Top 5 Tips for Better NetSuite Searches
One of the biggest benefits of NetSuite is the ability to pull information from the entire company into a single system. To make the most of this key benefit, NetSuite offers a powerful Search tool to help users easily find and utilize the information they need to answer critical business questions.
These five tips will help you make the most of your NetSuite searches:
1) Adjust Role Setting to Limit Who Can Publish Custom Searches
We’ve worked with companies that have hundreds of custom searches and reports cluttering quick search results and confusing process workflows for front line employees. Taking ten minutes to limit search publishing to the proper roles can prevent this from happening.
2) Use Descriptive and Standardized Names
Even common sense requires your help to be put into practice. The title of a search should reflect its primary focus, not the totality of what’s included. You can organize your searches by ending the search title with the intended function of the search like “- View”, “- Reminder”, or “- KPI”.
3) Discourage People from Keeping Private Versions of Public Searches
When people create their own private versions of custom public searches, you lose visibility into what people are seeing. Any updates you apply to the public search won’t carry over to the private searches. This opens you up to costly business mistakes due to out-of-date data views. Errors like this are 100% preventable if IT and business decision makers agree that public searches are the trusted, up-to-date authority.

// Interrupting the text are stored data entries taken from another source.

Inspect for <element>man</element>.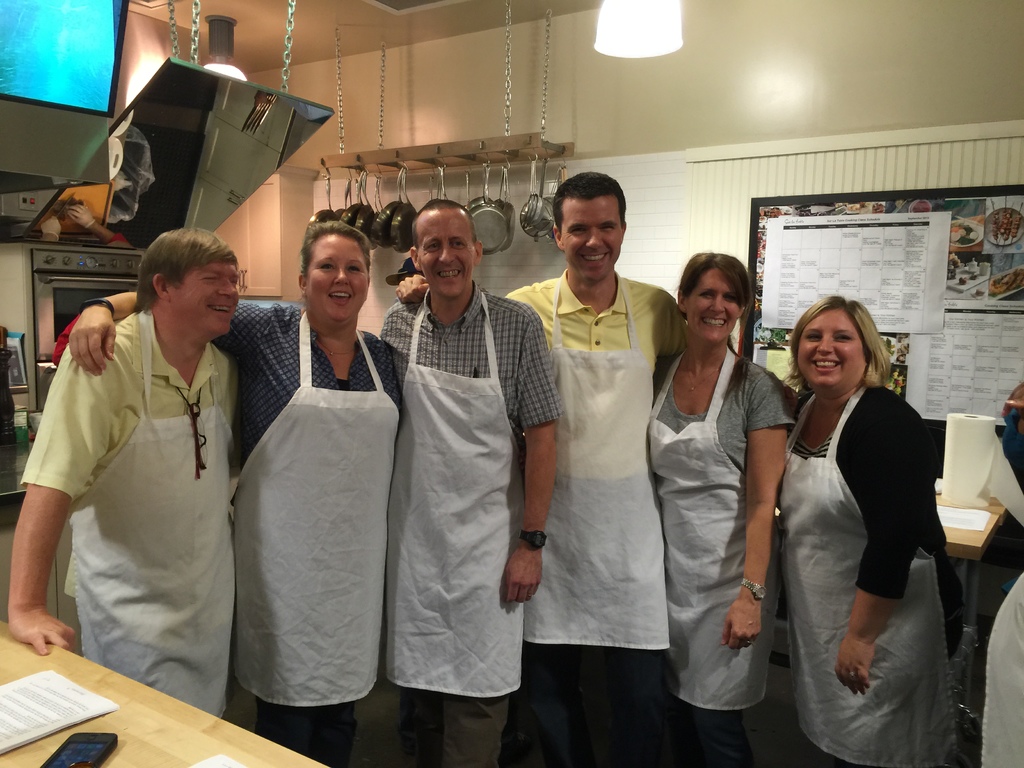
Inspection: [380,198,559,767].
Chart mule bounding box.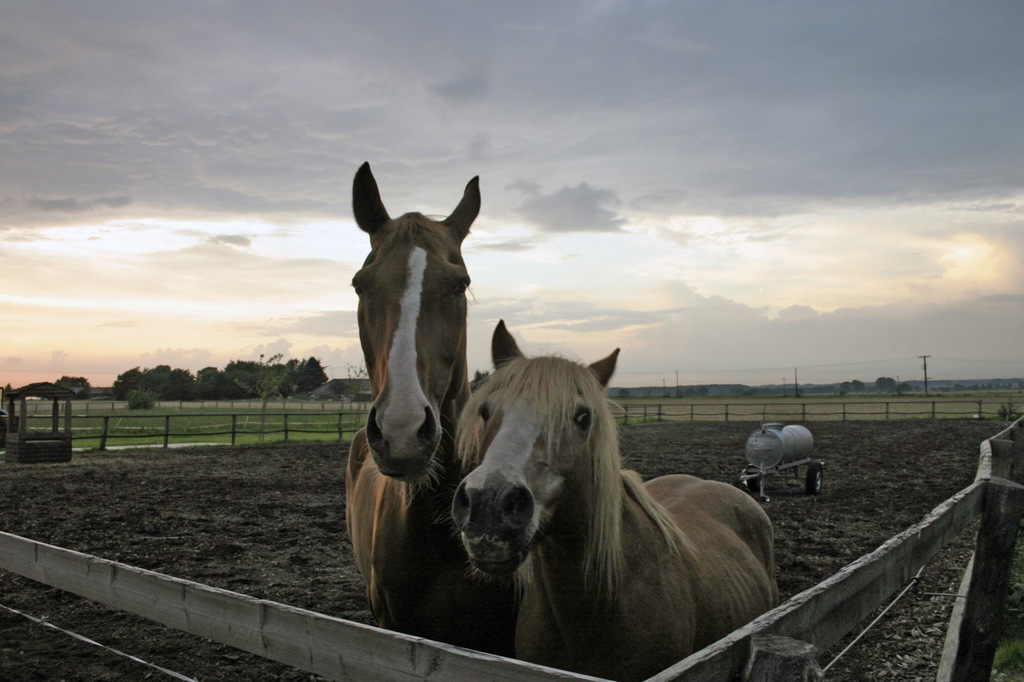
Charted: bbox(448, 316, 779, 681).
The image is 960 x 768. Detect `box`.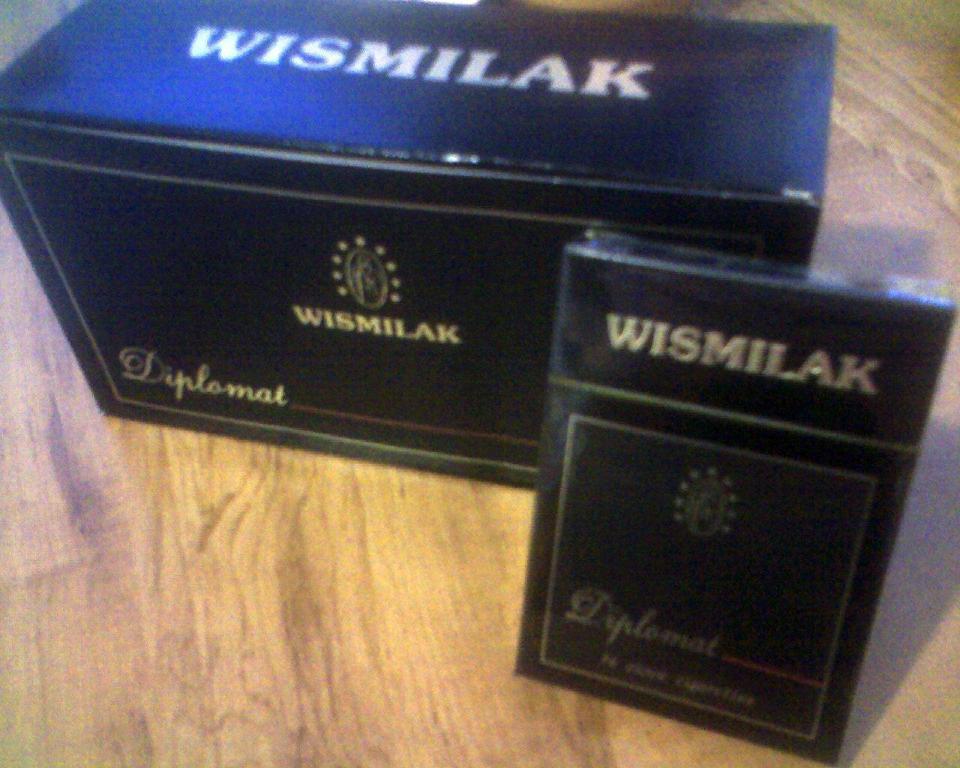
Detection: <box>513,224,959,767</box>.
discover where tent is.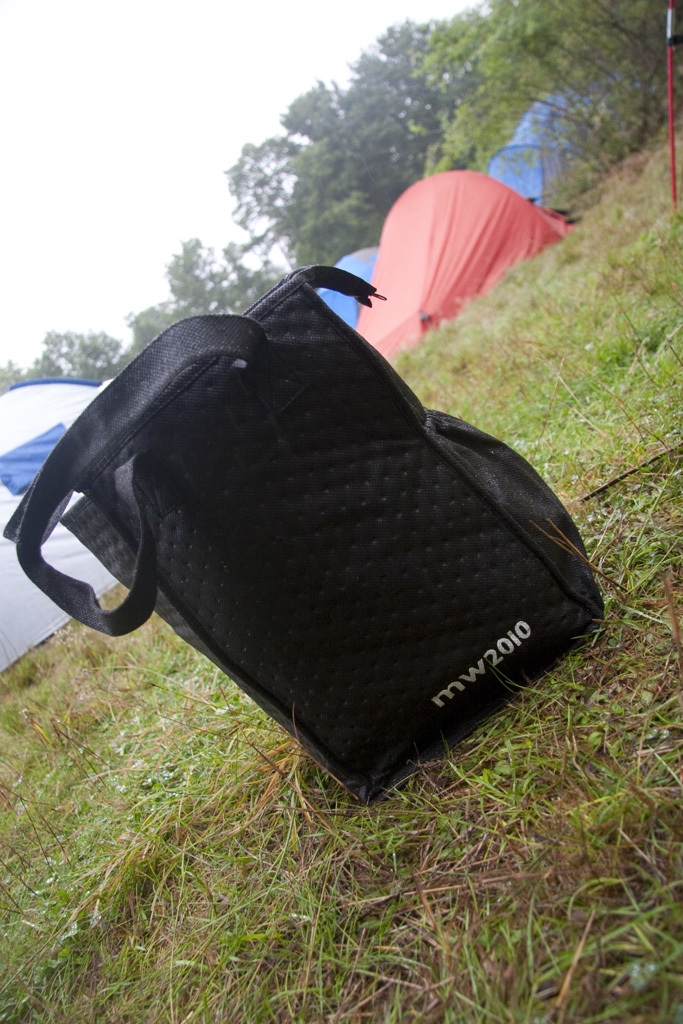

4) Account for Null Values When Using a Formula
Consider a simple formula to calculate on hand inventory plus quantity on order:
{quantityonhand} + {quantityonorder}
The result for any column with either a NULL {quantityonhand} or {quantityonorder} will be NULL, which shows up as a blank in the search results. This really becomes an issue when you’re using the formula as part of your search criteria. In a simple scenario where you want to reorder any item with an On Hand + On Order quantity less than 100, use this:NVL({quantityonhand},0) + NVL({quantityonorder},0) < 100
Not this:{quantityonhand} + {quantityonorder} < 100
The first example will replace all NULL values with 0 before adding the two columns together and comparing the result to 100. The second example will simply exclude all items with a NULL value in either column. An item with 50 pieces on hand but none on order would be excluded from your search results in the second example, leading to a possible stock out situation! 5) Beware of How Joining Tables Will Affect Aggregate Results Joining more than one table to the search results and then aggregating results with count and sum functions can open you and your business up to data errors. Consider a case where you want to see the 60 day sales totals for each item as well as the most recent note for that item. You’re joining the “Transactions” and “User Notes” tables to the “Items” table. If you simply sum the quantity sold for each item, your aggregate results will end up showing (Quantity Sold * Count of User Notes) for each item. To counteract that, use logic in the Total Quantity Sold field to divide back out the Count of User Notes. Alternatively, you may want to evaluate whether this amount if complication is truly justified by your business needs. Have questions about how to use Search and other NetSuite features to boost your business? Give us a call and ask to speak with one of our Cloud Enablement experts. We’d be happy to talk through your situation and explore areas where we might be able to help.